AFTER THE MARCHES

Several things are worth noting after the weekend’s spasm of outrage and protest at the thought of deposing Saddam with American and British arms. The first is that the NATO crisis seems to have eased. The second is that France has still not ruled out supporting the use of military force although Chirac is sailing very close to the German position. The third is that editorials in the New York Times and even the Guardian/Observer have reasserted the need to keep a military option on the table. I think some reason for this new-found sobriety is based on the weekend’s marches. There is little doubt that they represent something absolutely real in European public opinion: an aversion to any war for any cause except in urgent self-defense. But what, one is forced to ask, were these marches actually for? And if these people’s representatives were actually in power, how safe would we be?

THE ADOLESCENT MOMENT: The British march was a negative one: against conflict. But its positive goals were and are opaque: they range from Islamism to workers revolutionary socialism to pacifism to anti-Americanism. Lesbian avengers marched next to people who would stone them to death. None of the marches addressed an answer to the problem of what to do about Iraq’s weapons of mass destruction. Indeed, the premise of the marches was that there is no problem. Saddam is evil but harmless, they seem to say (although the avoidance of any mention of Saddam, in words or pictures, was the most stunning aspect of the spectacle). Or they think that the terrifying prospect of a Blixkrieg will cow Saddam into compliance. Very few concede that “inspections” are only happening at all because Bush and Blair played the military card and meant it. And few seem to understand that the threat of military force is useless if the premise is that it will never be exercised. Their marches this weekend, by making exactly that no-war-ever argument, paradoxically undermined the likelihood of a peaceful settlement being reached. Not that they seem to care.

SAVING BLAIR: When you think about it, this is the behavior of adolescents. Leaders, in contrast, have to take responsibility. No marcher will be held accountable if Lyons or Manchester or Chicago endures a dirty bomb, procured from Saddam. No protestor will be held responsible for a nerve gas attack on the London tube. But Bush and Blair will be. And they should be. That’s why, after this mother of all teenage tantrums, the grown-ups will have to reiterate the process, restart the inspections, redouble the threat, and, if necessary, launch the invasion. But this weekend changes one thing, I think. Blair may not survive politically if we go to war with no further attempt to bring the U.N. around, and the war is in any way complicated or prolonged. It makes no logical sense to go back to the U.N. But it makes a lot of political sense – if only to show the world American reluctance to go to war and to shore up an absolutely critical ally. (Imagine losing Blair to his party’s left-wing wolves at a critical moment in the military campaign.) Here’s one option: take Villepin’s date of March 14 and make it a final deadline. Say that by that date, Saddam must provide an accounting for the anthrax, nerve gas and other missing and unaccounted for materials cited by Blix; and also by that date, Iraq must destroy all its al Samoud missiles, which are banned under existing resolutions. We need a deadline. We had one – “immediate compliance” – I know. But we lose nothing by giving the world a final one. It would put the onus back on Saddam, help Blair, show a little flexibility on the part of the U.S., maybe bring around a few more Security Council members and not lose any significant time. Again, this isn’t logical from the point of view of 1441. But it is a reflection of the political pressures on a key U.S. ally. Recognizing that political pressure is not surrendering to it. But ignoring it when we can still offer an alternative would be foolish. We can afford to be a little flexible. So let’s be.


Task directions:
Output the entries that follow character for character. Leave every image out.

Referring expression grounding data:
________________________________________

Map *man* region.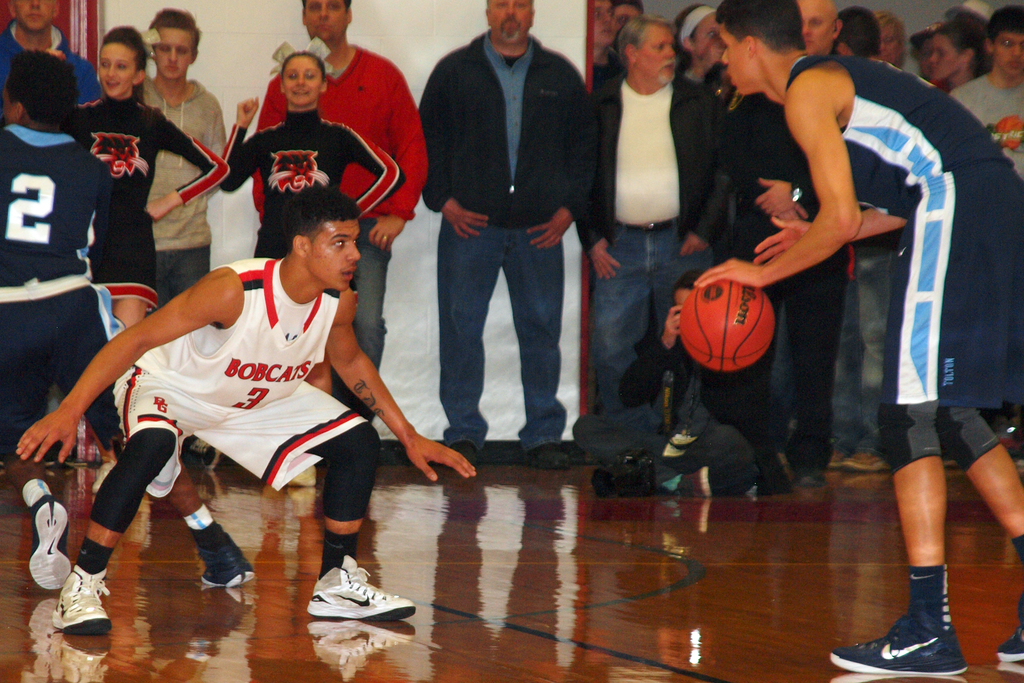
Mapped to detection(708, 0, 842, 488).
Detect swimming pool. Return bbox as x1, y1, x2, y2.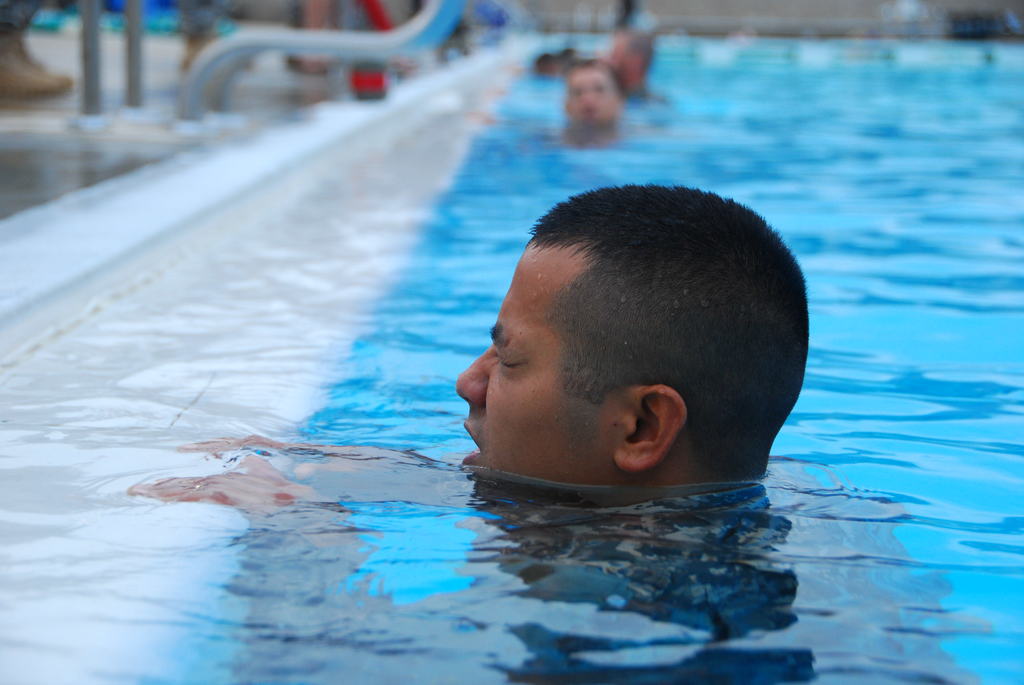
81, 0, 964, 681.
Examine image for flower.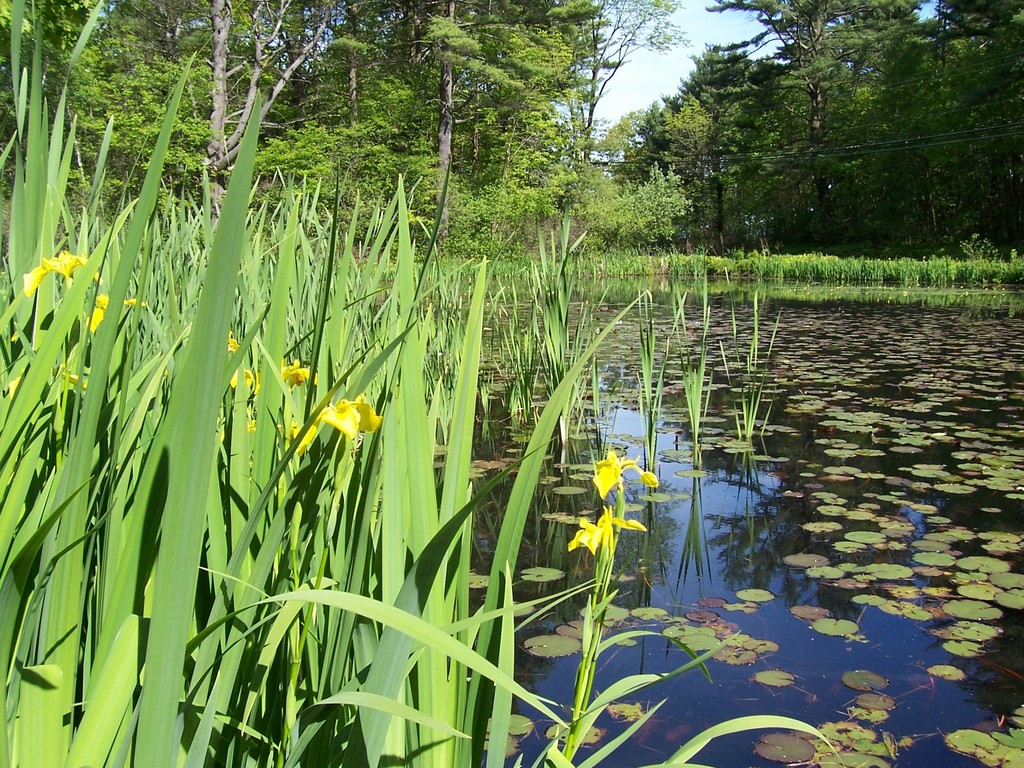
Examination result: 81 285 142 342.
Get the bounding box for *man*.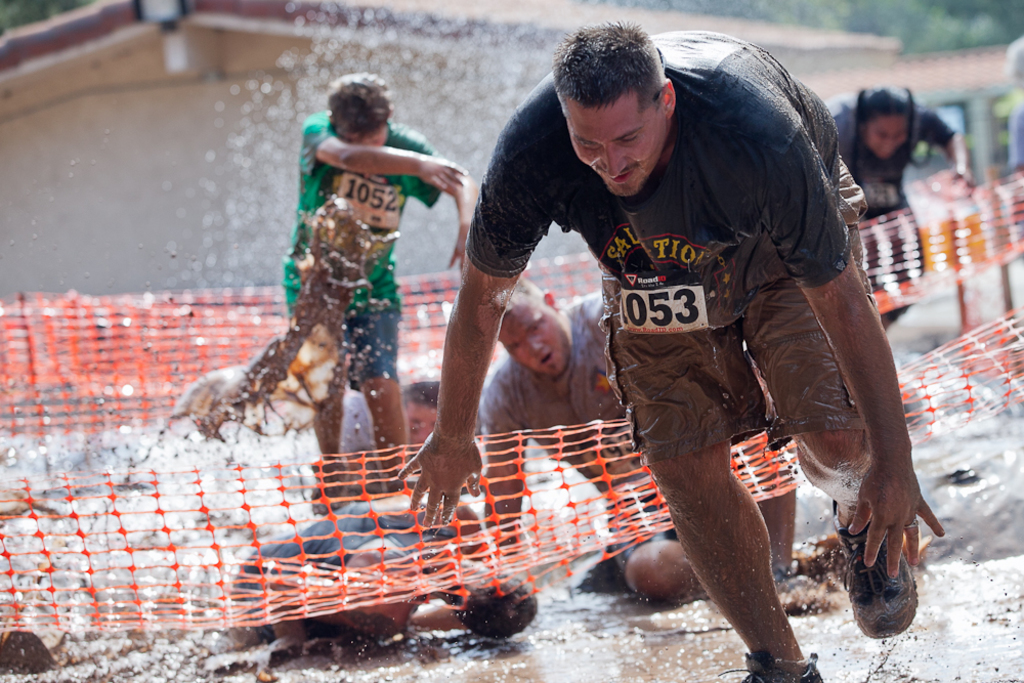
[283, 74, 474, 488].
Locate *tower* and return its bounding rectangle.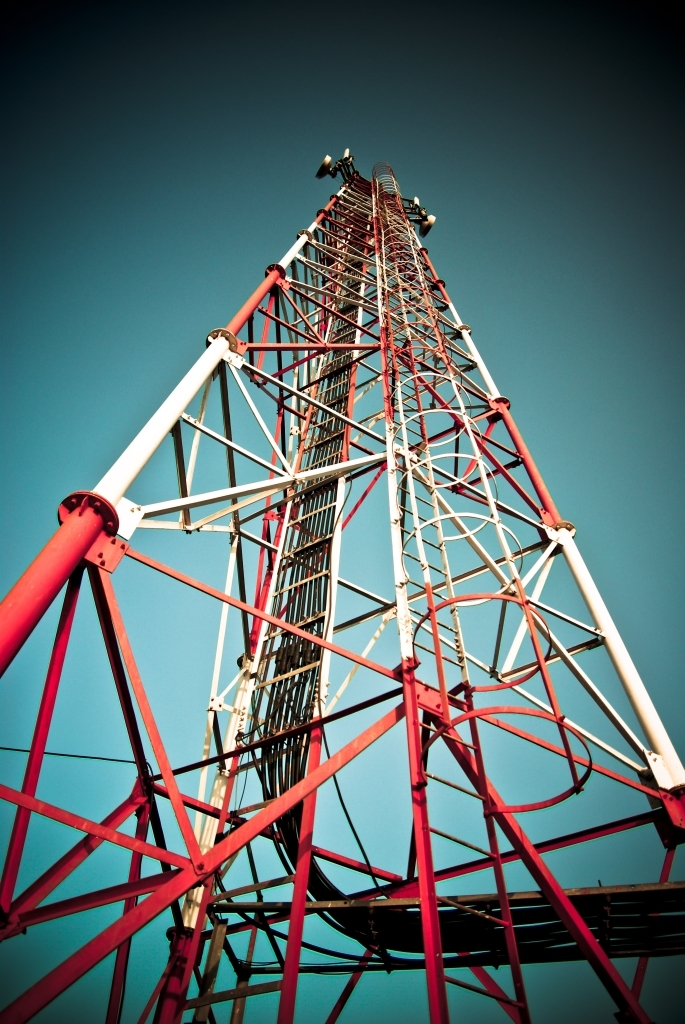
detection(0, 157, 684, 1023).
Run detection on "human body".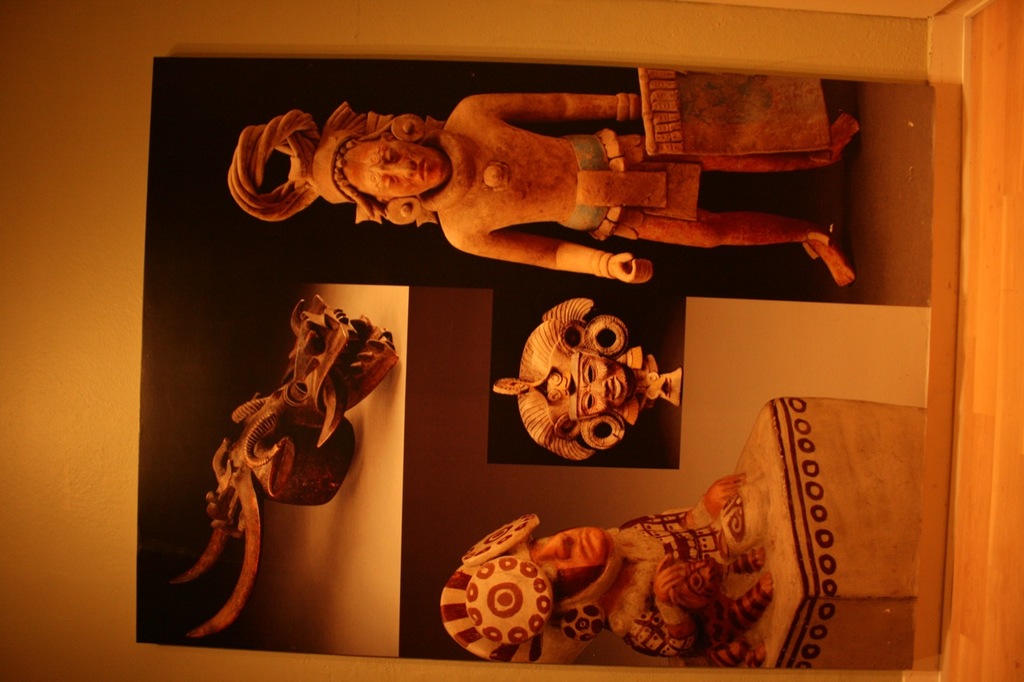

________________________________________

Output:
Map *man* region.
Mapped to detection(708, 0, 842, 488).
Detect swimming pool. Return bbox as x1, y1, x2, y2.
81, 0, 964, 681.
Examine image for flower.
Examination result: 81 285 142 342.
Get the bounding box for *man*.
[283, 74, 474, 488].
Locate *tower* and return its bounding rectangle.
detection(0, 157, 684, 1023).
Run detection on "human body".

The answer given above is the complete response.